Address Unknown  was the first book by American writer Kathrine Kressmann Taylor, written under her pen name Kressman Taylor. The complete version of Address Unknown was first published in Story Magazine in the US in 1938, a year before the outbreak of World War II. Only in 1959 was it published in the US as a literary work – a novella the length of a short story – written in the form of letters exchanged between the two main protagonists. The book excited readers in 1938, 1959 and 1992, when it was published in Europe. This small book is indeed genuinely exciting. Why?

How an ideology can be inculcated into a person’s spirit is neither simple nor clear. Several intellectuals have identified characteristics worthy of consideration: George Orwell,  an English writer and journalist, identified the power of totalitarianism first of all in the corruption of language.

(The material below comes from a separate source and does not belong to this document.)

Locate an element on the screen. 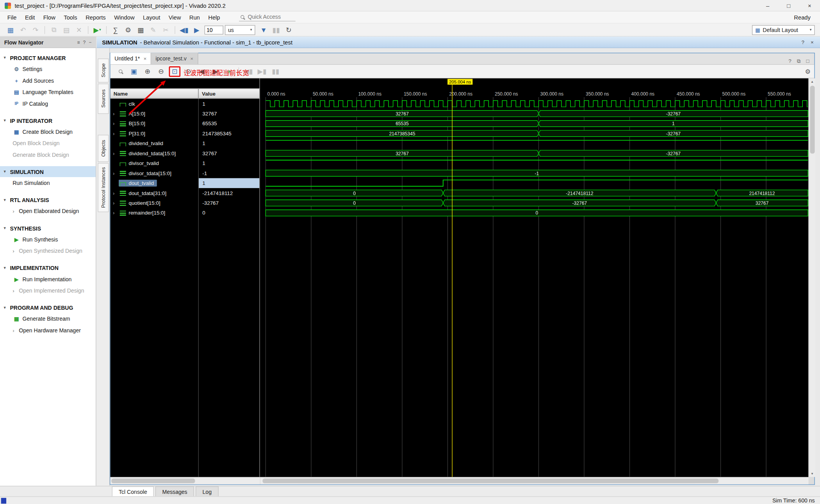  signal-row-clk: clk is located at coordinates (155, 104).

Hannah Arendt, a philosopher and writer of Jewish-German origin, who survived the Holocaust and settled in the USA, wrote about how the “banality of evil” comes into being. “The sad truth is that most evil is done by people who never make up their minds to be good or evil, except for the extraordinary activism needed to win personal promotion. The inability to speak is related to the inability to think, meaning, to think from the other’s point of view.”

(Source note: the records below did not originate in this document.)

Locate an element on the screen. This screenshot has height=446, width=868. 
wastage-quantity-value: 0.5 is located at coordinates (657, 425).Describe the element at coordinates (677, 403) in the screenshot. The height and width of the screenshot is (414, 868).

“The banality of evil is now found in social media.”

Bernanos, a French writer and priest, contended, “The average man is in the clutches of evil.”

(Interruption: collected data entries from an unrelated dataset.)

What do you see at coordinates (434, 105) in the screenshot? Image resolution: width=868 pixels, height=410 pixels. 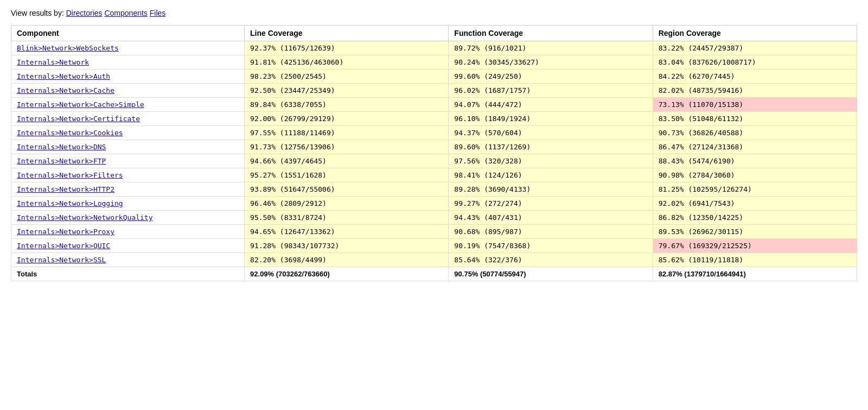 I see `table-row: Internals>Network>Cache>Simple89.84% (63…` at bounding box center [434, 105].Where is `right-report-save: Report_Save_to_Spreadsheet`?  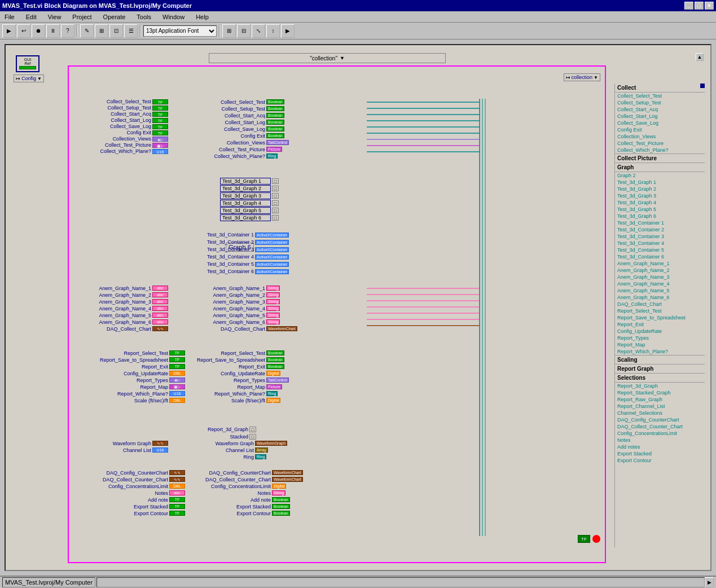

In 2021, Jean Birnbaum, the literary editor of the French newspaper Le Monde, discussed the corruption of language at length in his book Le Courage de la Nuance (yet to be translated), “The fine distinctions between words, their precision and the context in which they are expressed, and especially the danger when nuances disappear, and especially when muted.”

I will add a personal memory from a radio broadcast, in 1992, discussing the civil war in Yugoslavia. In Bosnia, conflict between the Muslim majority and the minority Orthodox-Christian Serbs led neighbors to slaughter each other. A foreign journalist interviewed an elderly man from one of the villages about the interpersonal cruelty that was manifest. Asked how he could explain these events, the man stated simply, “‘Evil’ is by its nature unsatisfied, therefore it is constantly active; conversely, the ‘good’ is satiated and inactive, with a knife between the teeth.” This popular explanation may open another perspective on human behavior.

Kressman Taylor’s Unknown Address is “the story of two friends, an American and a German, who conduct a fascinating correspondence, from which emerges the story of ideology’s poisonous effect… on the common man.”